Are there tracks of his that aren't like that, that I'm missing?

This was one of the songs playing on Project Power.

fenomas wrote:

Are there tracks of his that aren't like that, that I'm missing?

I got sad whenI learned that he literally sits and combs through thesauruses and dictionaries when composing his rhymes to push that vocab metric as high as possible. I mean, it’s still impressive and it’s just a different set of skills he’s using, but all of his stuff came across more artificially to me from that point

Not sure if this qualifies as an exception to the rest, but it sure is a great piece of music.

Edit: Hot Take:
Eminem owes his entire career to Aesop Rock.

I’m only half joking.

That’s probably my favorite if his songs.

DC Malleus wrote:

I got sad whenI learned that he literally sits and combs through thesauruses and dictionaries when composing his rhymes to push that vocab metric as high as possible. I mean, it’s still impressive and it’s just a different set of skills he’s using, but all of his stuff came across more artificially to me from that point :(

I’ve seen him freestyle at concerts and while it’s slightly less dense, it’s not fundamentally different than his finished songs.

I'd never heard of Laura Marling before this video appeared in my YouTube feed. Amazing folk songwriter. British press called her early work "nu-folk."

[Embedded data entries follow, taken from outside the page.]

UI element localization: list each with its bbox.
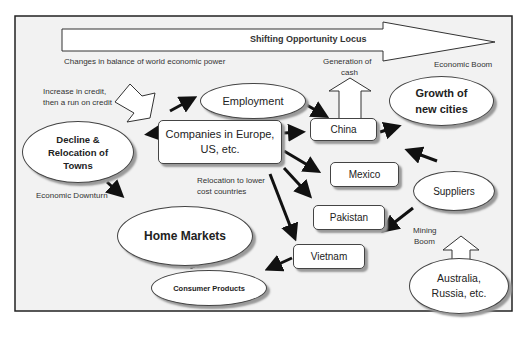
mexico-label: Mexico xyxy=(349,169,381,180)
node-vietnam: Vietnam xyxy=(293,244,365,269)
consumer-products-label: Consumer Products xyxy=(173,284,245,293)
generation-label-line1: Generation of xyxy=(323,56,371,67)
china-label: China xyxy=(330,124,356,135)
decline-label-line1: Decline & xyxy=(56,133,99,146)
generation-label-line2: cash xyxy=(341,67,358,78)
node-decline: Decline & Relocation of Towns xyxy=(22,121,134,183)
suppliers-label: Suppliers xyxy=(433,186,475,197)
australia-label-line1: Australia, xyxy=(437,271,481,286)
relocation-label-line2: cost countries xyxy=(197,186,246,197)
node-consumer-products: Consumer Products xyxy=(151,270,267,306)
node-growth: Growth of new cities xyxy=(389,76,494,126)
node-home-markets: Home Markets xyxy=(117,206,253,266)
node-companies: Companies in Europe, US, etc. xyxy=(158,120,282,164)
growth-label-line2: new cities xyxy=(415,101,468,117)
changes-label: Changes in balance of world economic pow… xyxy=(64,56,225,67)
relocation-label-line1: Relocation to lower xyxy=(197,175,265,186)
economic-boom-label: Economic Boom xyxy=(434,59,492,70)
employment-label: Employment xyxy=(222,95,283,107)
node-australia-russia: Australia, Russia, etc. xyxy=(409,258,509,314)
decline-label-line3: Towns xyxy=(63,159,92,172)
australia-label-line2: Russia, etc. xyxy=(432,286,487,301)
node-mexico: Mexico xyxy=(330,162,399,187)
home-markets-label: Home Markets xyxy=(144,229,226,243)
companies-label-line1: Companies in Europe, xyxy=(166,127,275,142)
node-china: China xyxy=(310,118,377,141)
economic-downturn-label: Economic Downturn xyxy=(36,190,108,201)
mining-label-line2: Boom xyxy=(414,236,435,247)
node-suppliers: Suppliers xyxy=(413,171,495,211)
vietnam-label: Vietnam xyxy=(311,251,348,262)
banner-title: Shifting Opportunity Locus xyxy=(250,34,367,45)
node-employment: Employment xyxy=(200,83,306,119)
companies-label-line2: US, etc. xyxy=(200,142,239,157)
node-pakistan: Pakistan xyxy=(313,205,385,230)
credit-label-line1: Increase in credit, xyxy=(43,86,106,97)
decline-label-line2: Relocation of xyxy=(48,146,108,159)
mining-label-line1: Mining xyxy=(413,225,437,236)
pakistan-label: Pakistan xyxy=(330,212,368,223)
growth-label-line1: Growth of xyxy=(416,85,468,101)
credit-label-line2: then a run on credit xyxy=(43,97,112,108)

What struck me about this video was that big voice coming out of that calm face. I've since listened to her earlier albums; love the music. Each of her albums has been nominated for numerous awards. This one won the 2020 Mercury prize. About Song for our Daughter, in an NPR interview she said:

The [album] title comes from the central song on the album and it’s likely somewhat an homage to Letter to My Daughter, the Maya Angelou book, which is a series of essays to a fictional daughter, or to a kind of a wide, broad idea of a daughter; a younger generation of women. And I wrote that song [the title track] with that sort of thought in mind — I’m not, myself, a mother but the idea of a maternal lineage.

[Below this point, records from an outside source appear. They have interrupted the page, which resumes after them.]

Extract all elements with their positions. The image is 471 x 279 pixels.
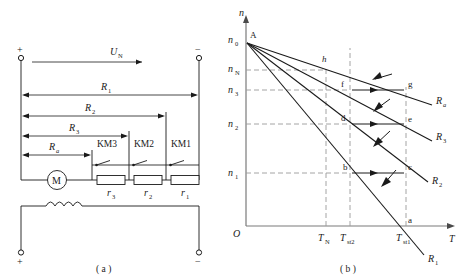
x-tick-label-Tst1: T xyxy=(396,232,403,243)
resistor-r1-body xyxy=(171,176,199,185)
supply-voltage-label: U xyxy=(110,46,118,57)
km3-label: KM3 xyxy=(97,139,117,149)
y-tick-label-n0: n xyxy=(228,34,233,45)
y-tick-sublabel-nN: N xyxy=(235,69,240,76)
x-tick-sublabel-TN: N xyxy=(325,238,330,245)
operating-point-d: d xyxy=(341,113,346,123)
span-ra-arrow-left xyxy=(22,153,29,158)
resistor-r2-sublabel: 2 xyxy=(149,193,152,200)
span-r1-label: R xyxy=(100,81,107,92)
terminal-bottom-left-node xyxy=(18,250,23,255)
span-r1-sublabel: 1 xyxy=(108,87,111,94)
span-r3-label: R xyxy=(68,122,75,133)
curve-label-r3: R xyxy=(435,131,442,142)
span-r3-sublabel: 3 xyxy=(76,128,79,135)
panel-a-circuit: + − U N R 1 R 2 xyxy=(17,44,202,275)
panel-a-caption: ( a ) xyxy=(96,264,111,275)
curve-line-ra xyxy=(247,43,432,105)
terminal-top-right-node xyxy=(196,55,201,60)
curve-sublabel-r2: 2 xyxy=(439,181,442,188)
km2-contact-blade[interactable] xyxy=(134,161,148,166)
curve-label-r1: R xyxy=(427,253,434,264)
y-tick-label-n1: n xyxy=(228,167,233,178)
supply-voltage-arrowhead xyxy=(136,60,142,65)
figure-root: + − U N R 1 R 2 xyxy=(0,0,471,279)
y-tick-sublabel-n2: 2 xyxy=(235,124,238,131)
x-tick-sublabel-Tst2: st2 xyxy=(347,238,355,245)
operating-point-b: b xyxy=(343,162,348,172)
terminal-bottom-left-label: + xyxy=(17,256,23,267)
x-axis-label: T xyxy=(449,233,456,244)
operating-point-f: f xyxy=(341,79,344,89)
resistor-r1-sublabel: 1 xyxy=(186,193,189,200)
y-tick-label-nN: n xyxy=(228,63,233,74)
curve-label-r2: R xyxy=(431,175,438,186)
resistor-r2-label: r xyxy=(144,187,148,198)
span-r2-sublabel: 2 xyxy=(92,108,95,115)
curve-label-ra: R xyxy=(435,95,442,106)
span-ra-sublabel: a xyxy=(56,147,59,154)
field-winding-coil xyxy=(46,202,82,206)
operating-point-g: g xyxy=(408,79,413,89)
y-tick-label-n3: n xyxy=(228,84,233,95)
km1-contact-blade[interactable] xyxy=(171,161,185,166)
transition-arrow-g-to-h-head xyxy=(372,72,382,80)
x-tick-label-Tst2: T xyxy=(340,232,347,243)
y-tick-label-n2: n xyxy=(228,118,233,129)
y-tick-sublabel-n3: 3 xyxy=(235,90,238,97)
curve-sublabel-ra: a xyxy=(443,101,446,108)
span-r2-label: R xyxy=(84,102,91,113)
km3-contact-blade[interactable] xyxy=(97,161,111,166)
resistor-r2-body xyxy=(134,176,162,185)
operating-point-c: c xyxy=(408,162,412,172)
span-r1-arrow-left xyxy=(22,93,29,98)
span-r2-arrow-right xyxy=(158,114,165,119)
y-axis-label: n xyxy=(239,7,244,18)
km1-label: KM1 xyxy=(171,139,191,149)
panel-b-chart: n T O n 0 n N n 3 n 2 n 1 T N xyxy=(228,7,456,275)
resistor-r3-sublabel: 3 xyxy=(112,193,115,200)
transition-arrow-a-to-b-head xyxy=(381,177,391,187)
transition-arrow-b-to-c-head xyxy=(370,170,378,176)
operating-point-a: a xyxy=(408,215,412,225)
resistor-r3-label: r xyxy=(107,187,111,198)
motor-label: M xyxy=(52,175,61,186)
span-r3-arrow-right xyxy=(121,134,128,139)
supply-voltage-sublabel: N xyxy=(118,52,123,59)
operating-point-h: h xyxy=(322,54,327,64)
technical-figure: + − U N R 1 R 2 xyxy=(0,0,471,279)
curve-line-r1 xyxy=(247,43,424,255)
origin-label: O xyxy=(233,228,240,239)
transition-arrow-f-to-g-head xyxy=(370,87,378,93)
y-tick-sublabel-n1: 1 xyxy=(235,173,238,180)
y-tick-sublabel-n0: 0 xyxy=(235,40,238,47)
transition-arrow-d-to-e-head xyxy=(370,121,378,127)
point-a-label: A xyxy=(250,30,257,40)
panel-b-caption: ( b ) xyxy=(340,264,356,275)
transition-arrow-e-to-f-head xyxy=(373,102,383,112)
curve-sublabel-r3: 3 xyxy=(443,137,446,144)
curve-line-r2 xyxy=(247,43,428,182)
terminal-bottom-right-label: − xyxy=(195,256,201,267)
km2-label: KM2 xyxy=(134,139,154,149)
x-tick-label-TN: T xyxy=(318,232,325,243)
terminal-top-left-label: + xyxy=(17,44,23,55)
span-r2-arrow-left xyxy=(22,114,29,119)
resistor-r3-body xyxy=(97,176,125,185)
resistor-r1-label: r xyxy=(181,187,185,198)
span-r3-arrow-left xyxy=(22,134,29,139)
operating-point-e: e xyxy=(408,114,412,124)
x-axis-arrowhead xyxy=(447,223,455,229)
span-ra-label: R xyxy=(48,141,55,152)
span-r1-arrow-right xyxy=(191,93,198,98)
terminal-top-right-label: − xyxy=(195,44,201,55)
x-tick-sublabel-Tst1: st1 xyxy=(403,238,411,245)
terminal-top-left-node xyxy=(18,55,23,60)
terminal-bottom-right-node xyxy=(196,250,201,255)
span-ra-arrow-right xyxy=(84,153,91,158)
curve-sublabel-r1: 1 xyxy=(435,259,438,266)
curve-line-r3 xyxy=(247,43,432,141)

That song was written thinking about how I would have armed myself, a younger version of myself, against some of the experiences, or the accumulation of experiences that one accrues as a young woman in the world. It’s fairly on the nose, I suppose, in some respects. I started my career when I was 16, so I’m now in the position at 30 where I can see people of the ages of 16 to 21 and see how incredibly young they are in the most brilliant, vibrant way, and realize that I was so young. And what an incredibly difficult thing it is to be young and to make lots of very important decisions. So that is just a product of the time of life that I am at.

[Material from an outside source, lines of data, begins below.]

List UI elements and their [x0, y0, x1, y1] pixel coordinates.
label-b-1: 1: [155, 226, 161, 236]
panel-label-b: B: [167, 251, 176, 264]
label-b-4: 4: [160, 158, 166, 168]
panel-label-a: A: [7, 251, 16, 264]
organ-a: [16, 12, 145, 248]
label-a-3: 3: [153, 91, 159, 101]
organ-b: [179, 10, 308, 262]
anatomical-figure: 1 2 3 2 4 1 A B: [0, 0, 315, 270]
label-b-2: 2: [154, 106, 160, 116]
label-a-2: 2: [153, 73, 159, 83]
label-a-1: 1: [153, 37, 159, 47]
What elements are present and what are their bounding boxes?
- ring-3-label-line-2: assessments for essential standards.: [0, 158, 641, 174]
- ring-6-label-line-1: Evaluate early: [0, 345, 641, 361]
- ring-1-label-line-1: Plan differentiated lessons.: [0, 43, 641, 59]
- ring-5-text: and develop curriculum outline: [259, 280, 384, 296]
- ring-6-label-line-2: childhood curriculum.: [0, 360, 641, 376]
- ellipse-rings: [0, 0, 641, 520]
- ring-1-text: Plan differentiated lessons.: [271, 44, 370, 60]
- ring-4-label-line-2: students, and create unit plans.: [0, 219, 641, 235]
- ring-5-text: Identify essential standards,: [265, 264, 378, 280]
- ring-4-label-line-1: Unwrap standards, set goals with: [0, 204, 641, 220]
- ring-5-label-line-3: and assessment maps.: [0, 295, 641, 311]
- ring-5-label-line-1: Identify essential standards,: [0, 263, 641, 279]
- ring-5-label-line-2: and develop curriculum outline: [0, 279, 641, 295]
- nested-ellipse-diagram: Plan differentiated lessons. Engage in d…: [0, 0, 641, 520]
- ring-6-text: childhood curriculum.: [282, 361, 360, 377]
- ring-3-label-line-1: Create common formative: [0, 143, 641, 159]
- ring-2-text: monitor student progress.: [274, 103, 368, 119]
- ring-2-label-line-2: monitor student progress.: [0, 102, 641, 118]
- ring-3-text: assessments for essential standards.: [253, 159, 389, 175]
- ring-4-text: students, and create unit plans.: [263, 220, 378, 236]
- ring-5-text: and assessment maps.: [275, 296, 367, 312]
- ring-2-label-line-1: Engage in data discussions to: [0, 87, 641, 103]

This woman's music may send me into another folk phase... last time this happened to me was with Nanci Griffith in the late 1980's when I heard her (pre-Bette Midler) version of From a Distance. I ended up liking her own songs even better. And then I discovered Mary Chapin Carpenter, and then, and then, and then...

Thanks for the Aesop Rock recommendations everyone, I will give them each some listens!

RawkGWJ wrote:

Edit: Hot Take:
Eminem owes his entire career to Aesop Rock.

I’m only half joking.

I'm gonna call doubt on that one. Eminem is four years older and had already recorded his slim shady EP before Aesop was in a position to influence much of anything.